ReductionTech Inc’s plan to disperse hydroxyl at scale is an oxidation event which is already well understood at global scale.
Quoting Wikipedia:
Consequences of oxygenation[edit]
Eventually, oxygen started to accumulate in the atmosphere, with two major consequences.
- Oxygen likely oxidized atmospheric methane (a strong greenhouse gas) to carbon dioxide (a weaker one) and water. This weakened the greenhouse effect of the Earth’s atmosphere, causing planetary cooling, which has been proposed to have triggered a series of ice ages known as the Huronian glaciation, bracketing an age range of 2.45–2.22 billion years ago.[64][65][66]
- The increased oxygen concentrations provided a new opportunity for biological diversification, as well as tremendous changes in the nature of chemical interactions between rocks, sand, clay, and other geological substrates and the Earth’s air, oceans, and other surface waters. Despite the natural recycling of organic matter, life had remained energetically limited until the widespread availability of oxygen. The availability of oxygen greatly increased the free energy available to living organisms, with global environmental impacts. For example, mitochondria evolved after the GOE, giving organisms the energy to exploit new, more complex morphologies interacting in increasingly complex ecosystems, although these did not appear until the late Proterozoic and Cambrian.[67]
Role in mineral diversification[edit]
Main article: Mineral evolution
The Great Oxygenation Event triggered an explosive growth in the diversity of minerals, with many elements occurring in one or more oxidized forms near the Earth’s surface.[68] It is estimated that the GOE was directly responsible for more than 2,500 of the total of about 4,500 minerals found on Earth today. Most of these new minerals were formed as hydrated and oxidized forms due to dynamic mantle and crust processes.[ End Quote
The hydroxyl release is still being overlooked by decisionmakers, which shows that they are not serious about mitigation of the climate yet. ReductionTech is working hard to rectify this problem.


The finished copy must match the records exactly, except that it contains no pictures.

+++ Extracted data +++

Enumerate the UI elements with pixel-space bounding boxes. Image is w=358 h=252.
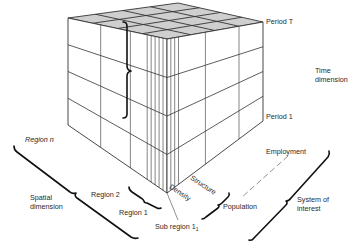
region-n-text: Region n xyxy=(25,135,54,144)
left-face-outline xyxy=(68,18,167,193)
cube-left-face xyxy=(68,18,167,193)
period-t-label: Period T xyxy=(266,18,293,27)
subregion-text: Sub region 1 xyxy=(155,222,196,231)
subregion-label: Sub region 11 xyxy=(155,223,199,234)
region-brace xyxy=(129,187,161,209)
system-dimension-line2: interest xyxy=(297,205,329,214)
region-1-label: Region 1 xyxy=(119,209,148,218)
subregion-subscript: 1 xyxy=(196,226,199,232)
spatial-dimension-line2: dimension xyxy=(30,203,63,212)
data-cube-diagram xyxy=(0,0,358,252)
system-dimension-label: System of interest xyxy=(297,196,329,213)
time-dimension-line2: dimension xyxy=(315,76,348,85)
time-dimension-label: Time dimension xyxy=(315,67,348,84)
period-1-label: Period 1 xyxy=(266,113,293,122)
region-2-label: Region 2 xyxy=(91,191,120,200)
right-face-outline xyxy=(167,22,263,193)
population-label: Population xyxy=(223,203,257,212)
employment-dashed-line xyxy=(241,156,288,198)
employment-label: Employment xyxy=(266,148,306,157)
region-n-label: Region n xyxy=(25,136,54,145)
cube-right-face xyxy=(167,22,263,193)
subregion-leader-line xyxy=(167,193,178,220)
spatial-dimension-label: Spatial dimension xyxy=(30,194,63,211)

+++

Written response
Enumerate the UI elements with pixel-space bounding boxes. Image is w=358 h=252.
region-n-text: Region n xyxy=(25,135,54,144)
left-face-outline xyxy=(68,18,167,193)
cube-left-face xyxy=(68,18,167,193)
period-t-label: Period T xyxy=(266,18,293,27)
subregion-text: Sub region 1 xyxy=(155,222,196,231)
subregion-label: Sub region 11 xyxy=(155,223,199,234)
region-brace xyxy=(129,187,161,209)
system-dimension-line2: interest xyxy=(297,205,329,214)
region-1-label: Region 1 xyxy=(119,209,148,218)
subregion-subscript: 1 xyxy=(196,226,199,232)
spatial-dimension-line2: dimension xyxy=(30,203,63,212)
data-cube-diagram xyxy=(0,0,358,252)
system-dimension-label: System of interest xyxy=(297,196,329,213)
time-dimension-line2: dimension xyxy=(315,76,348,85)
time-dimension-label: Time dimension xyxy=(315,67,348,84)
period-1-label: Period 1 xyxy=(266,113,293,122)
region-2-label: Region 2 xyxy=(91,191,120,200)
right-face-outline xyxy=(167,22,263,193)
population-label: Population xyxy=(223,203,257,212)
employment-dashed-line xyxy=(241,156,288,198)
employment-label: Employment xyxy=(266,148,306,157)
region-n-label: Region n xyxy=(25,136,54,145)
cube-right-face xyxy=(167,22,263,193)
subregion-leader-line xyxy=(167,193,178,220)
spatial-dimension-label: Spatial dimension xyxy=(30,194,63,211)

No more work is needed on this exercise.